“No Statue of Liberty for them – oh, no—their emblem of welcome,
going almost unnoticed until Kitty commented on it, was a small sign obscured
by the cracked and boarded-up glass of an abandoned NAACP office they passed on
their way out of Miami. A MAN WAS LYNCHED YESTERDAY, it said. “Hello, America,
“ Kitty muttered to herself, after repeating the worlds on the sign for her
family.”
-No
Telephone to Heaven p 54
The passage was so deep to me. We are taught in school that
all Americans are created equal; deserving of equal rights to education,
protection, health care, and equality in every sphere of the opportunity
structure. Even though these values have become ideological norms enforced by
various forms of social institutions, minorities, especially those that
identify or are identified as blacks that have been historically and presently
oppressed learn other methods to negotiate the feelings of otherness. However,
this is not the perception the United States wants to give the world. We are
seen and act like the “super power” of the world, influencing various countries
in their economies, politics, and even culture. However this “unified front” is
false because of the racial power structure prevalent in today from the
colonial periods.
Its
interesting to talk to people who aren’t from the US or when we travel outside
the US talk about America. How people want to come to live the “American
Dream”, to be in the land of opportunities. Yet, if one doesn’t fit into
certain categories, they must learn how to adapt to societies subtle norms of
inequalities: sexism, racism, and classism. This quote just expresses how romanticized
America and its equal opportunity structure is really just an abstract reality.
I love the language of America being "romanticized" and that the American dream is "abstract" meaning elusive, enigmatic, mythological to most here who don't fit into the fairytale of Americanism because we are people of color. America in many ways has yet to realize the character of the words it was founded on.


# Action item
The lines running from the one that contains "is (462, 854)." to the end of the records below are what to reproduce, exactly and without pictures.

# Records excerpted from a collection

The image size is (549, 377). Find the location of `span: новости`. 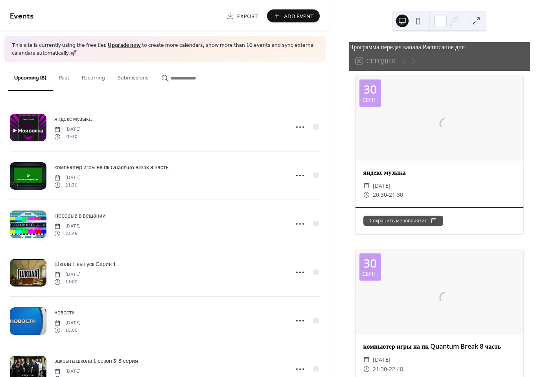

span: новости is located at coordinates (65, 313).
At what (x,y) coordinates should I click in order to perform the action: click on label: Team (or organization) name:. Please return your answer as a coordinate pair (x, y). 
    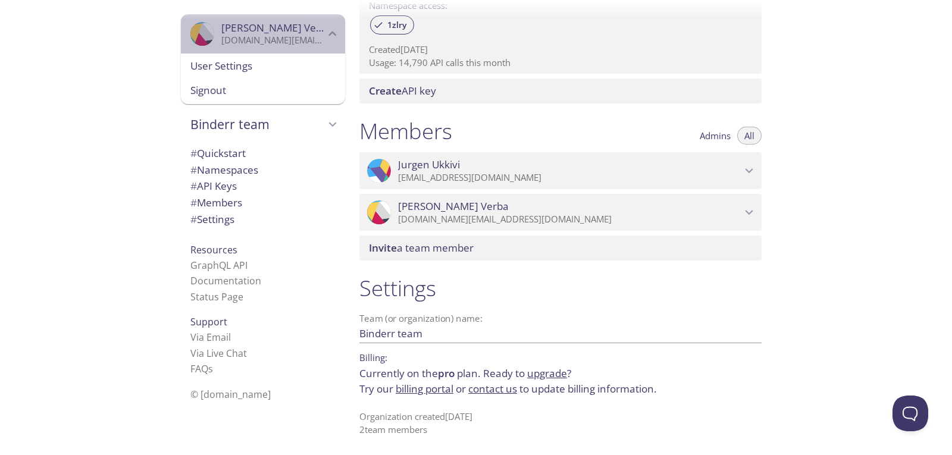
    Looking at the image, I should click on (421, 318).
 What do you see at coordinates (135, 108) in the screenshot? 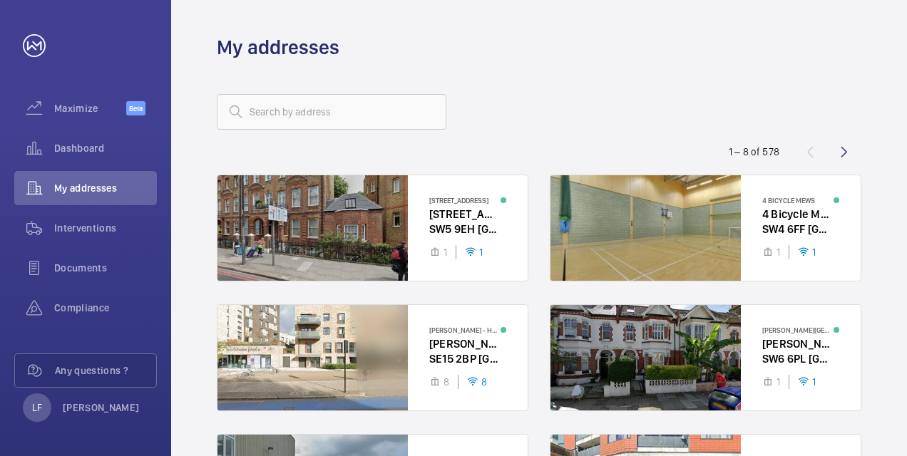
I see `span: Beta` at bounding box center [135, 108].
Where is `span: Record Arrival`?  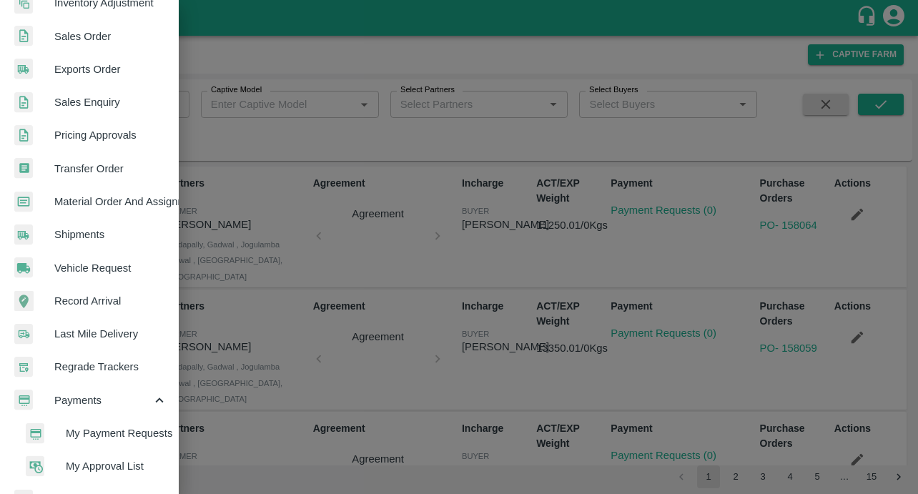 span: Record Arrival is located at coordinates (111, 301).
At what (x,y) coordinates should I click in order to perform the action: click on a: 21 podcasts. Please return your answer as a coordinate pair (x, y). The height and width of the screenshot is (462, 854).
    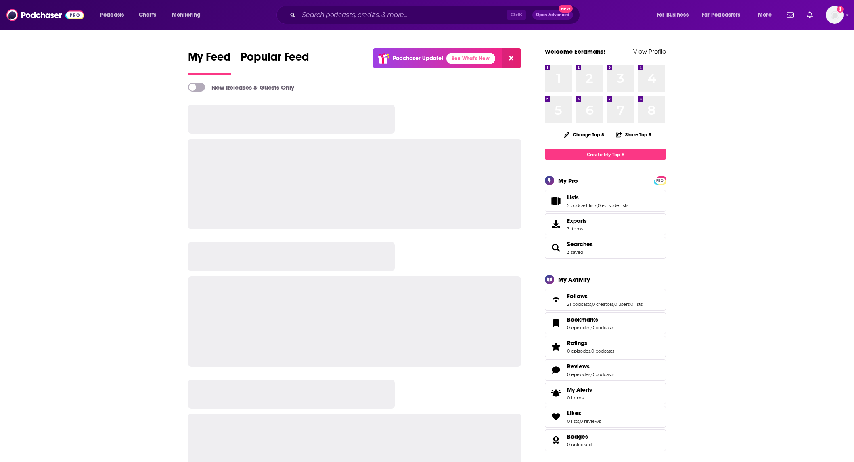
    Looking at the image, I should click on (579, 304).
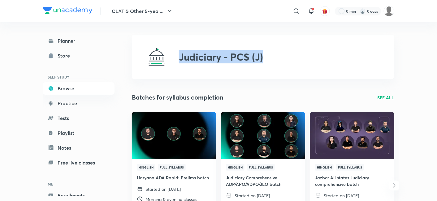 The image size is (437, 201). I want to click on h4: Judiciary Comprehensive ADP/APO/ADPO/JLO batch, so click(263, 181).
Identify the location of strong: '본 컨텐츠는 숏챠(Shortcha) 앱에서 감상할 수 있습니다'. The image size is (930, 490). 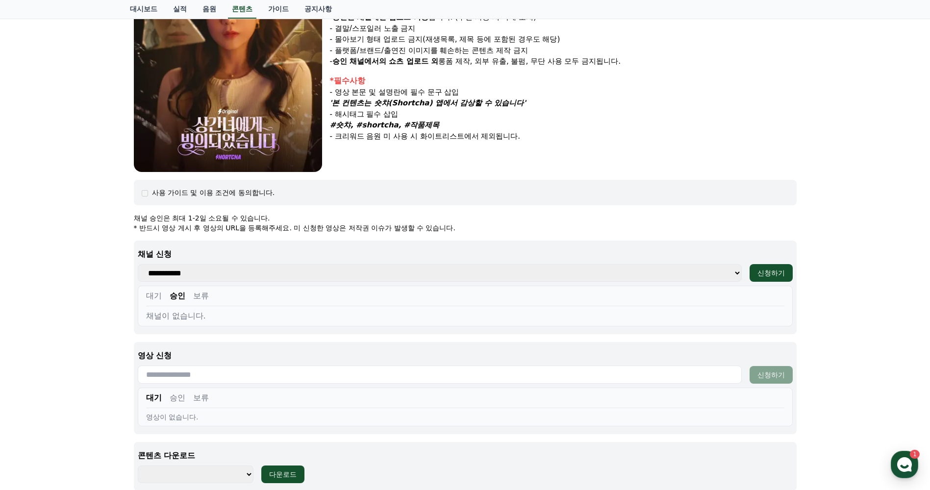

# Reply
At what (x,y) coordinates should I click in order to perform the action: click on a: 21 podcasts. Please return your answer as a coordinate pair (x, y). The height and width of the screenshot is (462, 854).
    Looking at the image, I should click on (579, 304).
 The image size is (437, 201). I want to click on h4: Judiciary Comprehensive ADP/APO/ADPO/JLO batch, so click(263, 181).
Identify the location of strong: '본 컨텐츠는 숏챠(Shortcha) 앱에서 감상할 수 있습니다'. The image size is (930, 490). 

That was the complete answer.